Artist

Jo Jones

Genre: Jazz ,Swing ,Mainstream Jazz
Origin: U.S.A
Active: 1927 - 1985
Listen on Coda
Jo Jones revolutionized drumming technique by relocating the primary timekeeping responsibility from the bass drum onto the hi-hat cymbal, an innovation that shaped every subsequent swing and bop percussionist. Buddy Rich and Louie Bellson counted among the players who absorbed lessons from his light yet forceful approach, which supplied the Count Basie Orchestra with exactly the accents and sonorities required to maintain its distinctive swing. After his Alabama upbringing, Jones toured as both drummer and tap dancer in carnival productions. He entered Walter Page's Blue Devils in Oklahoma City during the late 1920s. A stint with Lloyd Hunter's band in Nebraska preceded his 1933 arrival in Kansas City, where he joined Count Basie's ensemble the next year. Traveling with Basie to New York in 1936, Jones united with Basie, Freddie Green, and Walter Page to create one of the era's defining rhythm sections. Apart from military duty between 1944 and 1946, he stayed with the Basie band until 1948 and later joined numerous reunions of Basie alumni. Tours with Jazz at the Philharmonic followed, together with 1950s recording sessions alongside Illinois Jacquet, Billie Holiday, Teddy Wilson, Lester Young, Art Tatum, and Duke Ellington, among additional artists. In 1957 he appeared at the Newport Jazz Festival both with Basie and within the Coleman Hawkins-Roy Eldridge Sextet. His own leadership dates were issued on Vanguard in 1955 and 1959, on Everest from 1959 to 1960, on Jazz Odyssey in 1970 where spoken reminiscences accompanied drum solos, and on Pablo and Denon during the mid-1970s. In his later decades he was widely addressed as "Papa" Jo Jones and regarded as a perceptive though unflinchingly candid elder statesman of the music.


--- Exercise instructions ---
Among the entries, how many lines hold the word "home"? Respond with that number only.
── Dataset content ──
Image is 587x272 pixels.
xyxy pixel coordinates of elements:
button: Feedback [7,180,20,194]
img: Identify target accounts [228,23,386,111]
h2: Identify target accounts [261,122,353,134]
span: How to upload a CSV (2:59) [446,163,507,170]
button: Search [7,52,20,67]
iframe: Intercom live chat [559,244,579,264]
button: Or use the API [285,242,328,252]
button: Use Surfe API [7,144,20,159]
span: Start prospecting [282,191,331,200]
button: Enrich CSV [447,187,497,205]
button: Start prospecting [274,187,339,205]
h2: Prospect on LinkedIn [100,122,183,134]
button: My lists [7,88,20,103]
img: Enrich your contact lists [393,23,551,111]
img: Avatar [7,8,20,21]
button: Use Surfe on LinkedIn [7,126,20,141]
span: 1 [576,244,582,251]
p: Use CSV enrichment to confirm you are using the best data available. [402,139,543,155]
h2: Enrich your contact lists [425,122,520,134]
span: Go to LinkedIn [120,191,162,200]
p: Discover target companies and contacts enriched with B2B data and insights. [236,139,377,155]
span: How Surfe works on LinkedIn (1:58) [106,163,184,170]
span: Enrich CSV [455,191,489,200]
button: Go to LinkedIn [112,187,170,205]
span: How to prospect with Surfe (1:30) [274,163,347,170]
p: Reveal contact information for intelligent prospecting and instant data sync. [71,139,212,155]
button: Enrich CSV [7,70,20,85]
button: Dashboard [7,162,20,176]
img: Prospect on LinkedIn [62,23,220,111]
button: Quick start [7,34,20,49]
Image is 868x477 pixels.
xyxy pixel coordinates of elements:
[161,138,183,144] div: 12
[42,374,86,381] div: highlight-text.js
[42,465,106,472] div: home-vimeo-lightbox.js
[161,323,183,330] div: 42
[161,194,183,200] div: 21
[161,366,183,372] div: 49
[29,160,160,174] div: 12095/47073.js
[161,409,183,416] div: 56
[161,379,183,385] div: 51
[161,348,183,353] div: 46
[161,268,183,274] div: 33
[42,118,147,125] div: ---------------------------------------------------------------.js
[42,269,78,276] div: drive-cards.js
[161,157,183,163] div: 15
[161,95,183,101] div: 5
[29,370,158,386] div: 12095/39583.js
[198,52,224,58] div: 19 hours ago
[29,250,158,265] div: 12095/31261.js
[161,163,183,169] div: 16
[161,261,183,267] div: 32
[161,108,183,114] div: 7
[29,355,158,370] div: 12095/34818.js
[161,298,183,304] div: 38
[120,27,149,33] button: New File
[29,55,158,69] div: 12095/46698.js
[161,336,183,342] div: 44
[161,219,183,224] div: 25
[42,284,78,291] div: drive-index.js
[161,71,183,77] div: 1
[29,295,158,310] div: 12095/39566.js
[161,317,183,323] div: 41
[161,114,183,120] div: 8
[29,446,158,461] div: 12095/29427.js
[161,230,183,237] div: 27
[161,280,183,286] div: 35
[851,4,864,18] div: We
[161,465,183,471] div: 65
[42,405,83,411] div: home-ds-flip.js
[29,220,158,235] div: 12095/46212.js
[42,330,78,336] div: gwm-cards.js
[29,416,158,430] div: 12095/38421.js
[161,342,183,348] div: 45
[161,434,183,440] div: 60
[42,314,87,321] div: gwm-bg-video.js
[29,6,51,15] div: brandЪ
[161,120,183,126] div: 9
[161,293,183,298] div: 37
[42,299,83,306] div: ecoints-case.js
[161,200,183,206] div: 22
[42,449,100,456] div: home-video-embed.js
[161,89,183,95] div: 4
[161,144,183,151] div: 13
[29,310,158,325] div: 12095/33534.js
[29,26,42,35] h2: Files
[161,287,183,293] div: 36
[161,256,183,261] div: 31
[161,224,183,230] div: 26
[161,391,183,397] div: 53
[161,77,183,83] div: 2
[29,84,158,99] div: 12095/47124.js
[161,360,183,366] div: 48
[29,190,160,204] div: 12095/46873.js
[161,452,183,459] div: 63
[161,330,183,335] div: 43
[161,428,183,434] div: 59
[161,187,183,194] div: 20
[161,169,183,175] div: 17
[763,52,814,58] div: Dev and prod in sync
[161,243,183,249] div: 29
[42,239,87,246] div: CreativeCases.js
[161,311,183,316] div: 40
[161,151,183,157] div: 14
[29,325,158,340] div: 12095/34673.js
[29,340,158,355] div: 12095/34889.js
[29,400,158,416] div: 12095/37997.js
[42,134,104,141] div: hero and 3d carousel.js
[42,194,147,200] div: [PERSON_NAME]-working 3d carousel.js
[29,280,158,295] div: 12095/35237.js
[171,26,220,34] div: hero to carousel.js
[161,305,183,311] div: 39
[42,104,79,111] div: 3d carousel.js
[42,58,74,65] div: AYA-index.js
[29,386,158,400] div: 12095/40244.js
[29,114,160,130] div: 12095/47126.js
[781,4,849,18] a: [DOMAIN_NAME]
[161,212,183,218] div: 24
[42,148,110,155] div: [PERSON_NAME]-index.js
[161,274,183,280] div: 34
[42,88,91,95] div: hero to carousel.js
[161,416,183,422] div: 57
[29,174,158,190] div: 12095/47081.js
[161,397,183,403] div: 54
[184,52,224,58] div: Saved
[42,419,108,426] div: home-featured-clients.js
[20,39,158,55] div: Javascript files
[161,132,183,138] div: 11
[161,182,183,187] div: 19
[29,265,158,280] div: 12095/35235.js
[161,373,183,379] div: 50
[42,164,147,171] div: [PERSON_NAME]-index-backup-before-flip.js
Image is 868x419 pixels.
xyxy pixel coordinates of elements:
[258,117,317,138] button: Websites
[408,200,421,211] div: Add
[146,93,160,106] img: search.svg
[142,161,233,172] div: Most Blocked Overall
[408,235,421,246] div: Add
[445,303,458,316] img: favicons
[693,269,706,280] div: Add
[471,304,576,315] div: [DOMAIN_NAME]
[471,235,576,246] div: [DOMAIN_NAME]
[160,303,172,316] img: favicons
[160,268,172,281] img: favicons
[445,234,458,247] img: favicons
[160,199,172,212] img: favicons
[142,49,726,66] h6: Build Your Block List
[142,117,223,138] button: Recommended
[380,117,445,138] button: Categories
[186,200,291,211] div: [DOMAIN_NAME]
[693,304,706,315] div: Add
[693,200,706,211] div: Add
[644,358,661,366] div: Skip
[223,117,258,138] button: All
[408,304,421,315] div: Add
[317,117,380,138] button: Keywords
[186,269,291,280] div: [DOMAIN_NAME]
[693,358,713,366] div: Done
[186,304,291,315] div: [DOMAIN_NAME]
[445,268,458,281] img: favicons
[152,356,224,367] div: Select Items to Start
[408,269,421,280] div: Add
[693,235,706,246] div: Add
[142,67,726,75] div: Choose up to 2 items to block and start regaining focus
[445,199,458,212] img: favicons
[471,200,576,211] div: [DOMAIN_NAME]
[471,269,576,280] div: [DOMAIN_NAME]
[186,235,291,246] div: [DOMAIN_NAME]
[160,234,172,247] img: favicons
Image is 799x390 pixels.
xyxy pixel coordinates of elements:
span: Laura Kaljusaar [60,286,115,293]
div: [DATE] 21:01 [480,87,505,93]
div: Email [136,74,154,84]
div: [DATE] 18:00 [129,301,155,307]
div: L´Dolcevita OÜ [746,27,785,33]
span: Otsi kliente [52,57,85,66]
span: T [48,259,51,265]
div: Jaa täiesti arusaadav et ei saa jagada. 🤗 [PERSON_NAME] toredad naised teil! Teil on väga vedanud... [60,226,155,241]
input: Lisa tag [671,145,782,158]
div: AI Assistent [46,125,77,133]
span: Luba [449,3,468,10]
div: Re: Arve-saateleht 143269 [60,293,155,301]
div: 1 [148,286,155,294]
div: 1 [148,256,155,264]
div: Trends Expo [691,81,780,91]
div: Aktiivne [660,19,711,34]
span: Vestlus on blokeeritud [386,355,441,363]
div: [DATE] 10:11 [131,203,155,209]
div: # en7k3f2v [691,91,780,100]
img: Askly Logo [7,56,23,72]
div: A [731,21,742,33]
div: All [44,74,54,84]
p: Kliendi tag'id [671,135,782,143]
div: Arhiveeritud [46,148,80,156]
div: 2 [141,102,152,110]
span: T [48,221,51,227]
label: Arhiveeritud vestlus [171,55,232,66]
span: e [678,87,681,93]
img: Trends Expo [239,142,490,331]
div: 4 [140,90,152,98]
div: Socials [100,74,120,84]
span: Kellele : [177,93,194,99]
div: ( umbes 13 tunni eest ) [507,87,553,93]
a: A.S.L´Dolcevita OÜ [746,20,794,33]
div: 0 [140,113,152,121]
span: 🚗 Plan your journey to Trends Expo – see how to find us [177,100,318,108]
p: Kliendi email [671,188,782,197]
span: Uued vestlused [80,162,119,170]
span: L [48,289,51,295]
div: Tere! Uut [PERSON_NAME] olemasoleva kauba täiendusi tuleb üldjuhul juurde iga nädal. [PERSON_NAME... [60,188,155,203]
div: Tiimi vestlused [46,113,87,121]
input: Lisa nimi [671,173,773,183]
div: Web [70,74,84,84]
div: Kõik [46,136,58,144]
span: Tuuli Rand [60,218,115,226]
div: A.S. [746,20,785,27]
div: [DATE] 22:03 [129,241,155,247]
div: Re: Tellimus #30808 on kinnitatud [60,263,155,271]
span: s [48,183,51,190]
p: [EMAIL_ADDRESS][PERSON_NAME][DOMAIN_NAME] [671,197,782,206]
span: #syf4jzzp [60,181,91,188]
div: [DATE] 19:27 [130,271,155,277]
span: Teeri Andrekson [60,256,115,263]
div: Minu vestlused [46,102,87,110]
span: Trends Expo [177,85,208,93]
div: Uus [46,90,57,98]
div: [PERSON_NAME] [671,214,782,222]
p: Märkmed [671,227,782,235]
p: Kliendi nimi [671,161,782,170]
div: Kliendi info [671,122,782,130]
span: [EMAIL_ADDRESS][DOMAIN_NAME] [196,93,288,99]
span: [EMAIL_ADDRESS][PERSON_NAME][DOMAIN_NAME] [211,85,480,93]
───
--- Result of the task ---
4